When I was in college and taking biology, anatomy, and physiology, I don’t recall any of my professors ever arguing that evolution was necessary to do science.

It’s evolutionists like Nye who are irrational and ideologically schizophrenic.  They live inconsistently with their operating assumptions in a world that can’t be explained by the major tenets of evolution.
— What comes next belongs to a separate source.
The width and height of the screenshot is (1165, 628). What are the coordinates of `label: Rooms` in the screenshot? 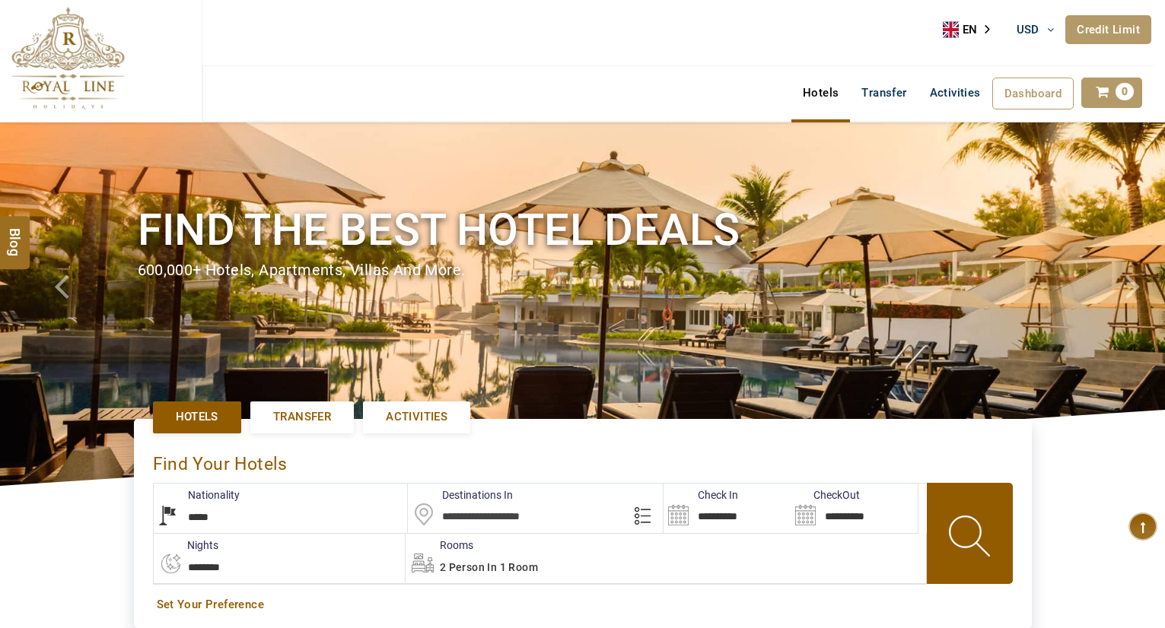 It's located at (439, 545).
I’ve been reading Ed Catmull’s book Creativity, Inc. Catmull is president of Pixar animation and Disney animation. I don’t know where he stands on the creation-evolution debate. He holds a Ph.D. in computer science. Catmull, with training in physics, describes how watching Donald Duck being drawn and coming to life shaped his desire to enter the animation field:

“The definition of superb animation is that each character on the screen makes you believe it is a thinking being. Whether it’s a T-Rex or a slinky dog or a desk lamp, if viewers sense not just movement but intention—or, put another way, emotion—then the animator has done his or her job. It’s not just lines on paper anymore; it’s a living, feeling entity. This is what I experienced that night, for the first time, as I watched Donald leap off the page. The transformation from a static line drawing to a fully dimensional, animated image was sleight of hand, nothing more, but the mystery of how it was done—not just the technical process but the way the art was imbued with such emotion—was the most interesting problem I’d ever considered. I wanted to climb through the TV screen and be part of this world” (8-9).
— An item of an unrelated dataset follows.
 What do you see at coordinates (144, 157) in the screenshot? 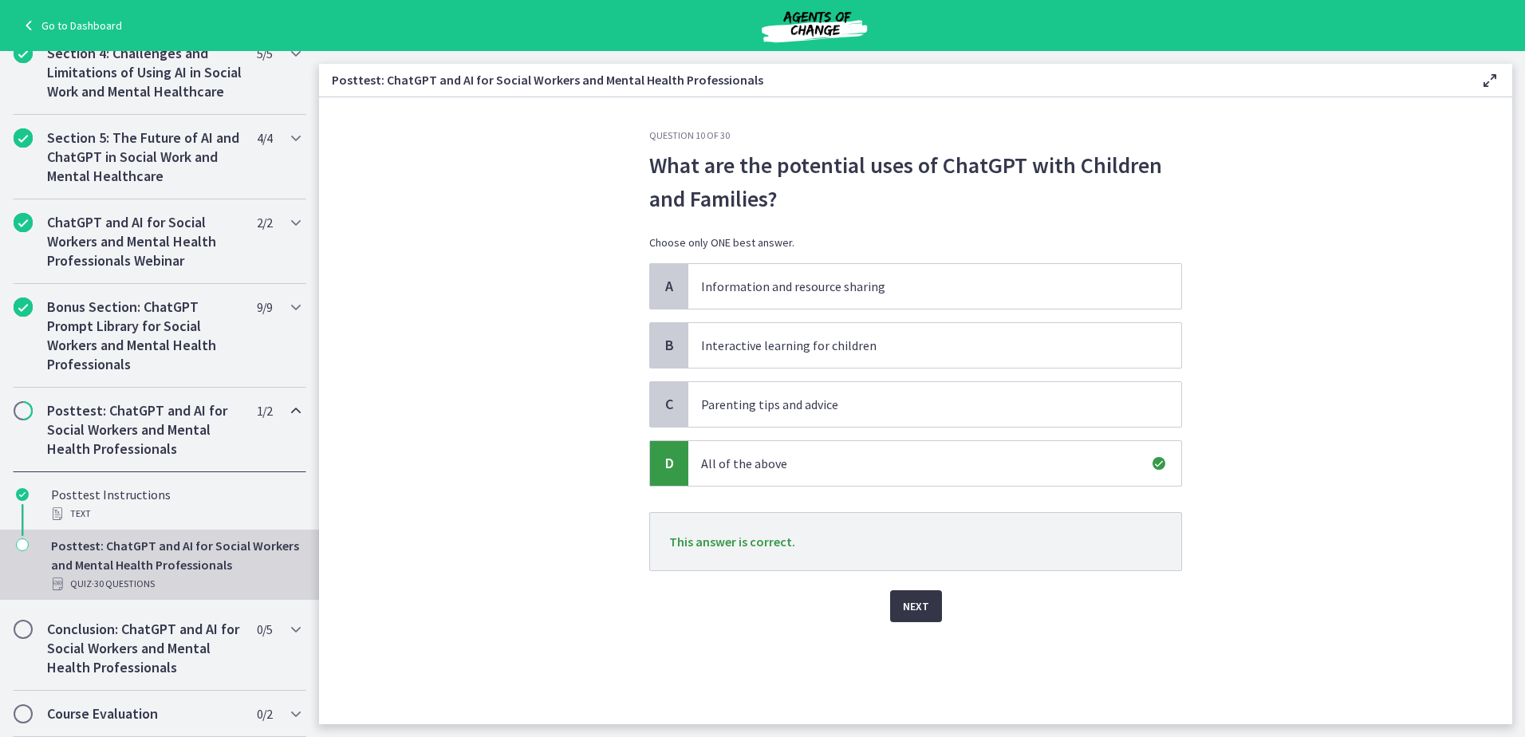
I see `h2: Section 5: The Future of AI and ChatGPT in Social Work and Mental Healthcare` at bounding box center [144, 157].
This descriptive story explains a great deal about the creation-evolution debate. Donald Duck didn’t just appear on paper. Lines did not converge randomly to create him. An animator— designer—had to conceive and draw him and put him in motion. As simple as an animated feature is to conceive and create, it’s a complicated process taking thousands of individual decisions and actions. But it is not as complicated as claiming that nothing became something and that something evolved into the animator that conceived and put “emotion” into Donald Duck.